Kurt Petersen, co-president of UNITE HERE Local 11, said “Hotel and airport workers, the backbone of our thriving tourism industry, have made history. Through their strikes, marches, and even fasting, they won the nation’s highest minimum wage and the first-ever Olympic and Paralympic Wage. This is a critical first step to ensure that mega-events like the Olympics improve the lives of working Angelenos by providing affordable housing and good jobs, rather than simply enriching tourism CEO’s.”

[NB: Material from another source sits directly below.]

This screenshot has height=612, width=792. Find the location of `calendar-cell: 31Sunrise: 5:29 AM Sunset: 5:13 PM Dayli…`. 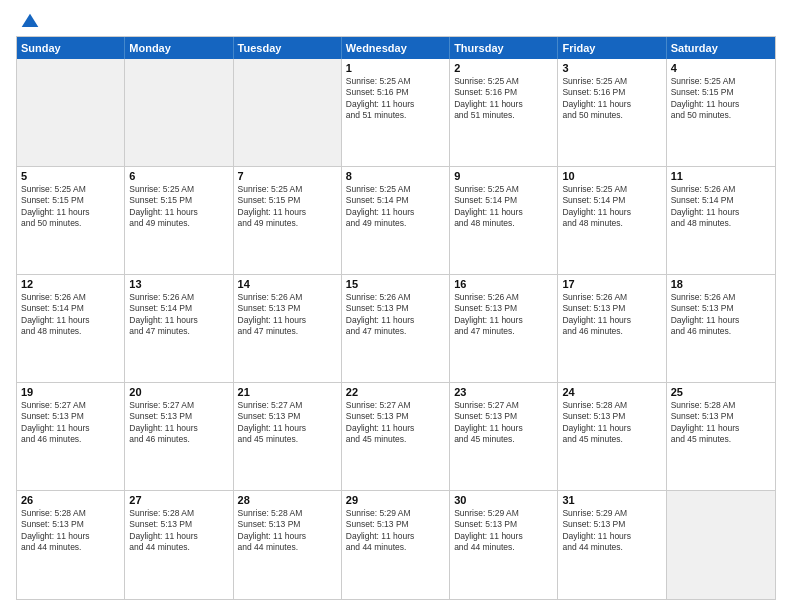

calendar-cell: 31Sunrise: 5:29 AM Sunset: 5:13 PM Dayli… is located at coordinates (612, 545).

“LAX workers have been fighting for the dignified wages and healthcare benefits that reflect the value of the essential work they do daily to anchor the transportation and tourism industries and will provide as our city prepares to host mega events like the World Cup and Olympics,” said David Huerta, President of SEIU-USWW. “LAX workers — predominantly Black, brown, and immigrant — took on the airlines and corporate special interests and even when faced with years of setbacks, they never gave up. Now, the LA City Council, thanks largely to the leadership of Councilmembers Soto-Martinez and Price and Council President Dawson has taken the righteous step to move the modernization of the Living Wage Ordinance forward, demonstrating that when LA responds to the needs of its workers, it can be a beacon of hope and live up to its name as the City of Angels.”

“Today’s vote is continuing the noble legacy of uplifting working families as the city gets ready to host the World Cup and the Olympics,” said Jessica Durrim Director at LAANE.

The vote marks a significant move forward after tourism workers first presented this ordinance in April 2023. The policy now goes to the City Attorney to draft and come back to the full council for a final vote. Tourism workers in Long Beach, another Olympics and Paralympics host city,  are similarly advocating for an Olympic wage.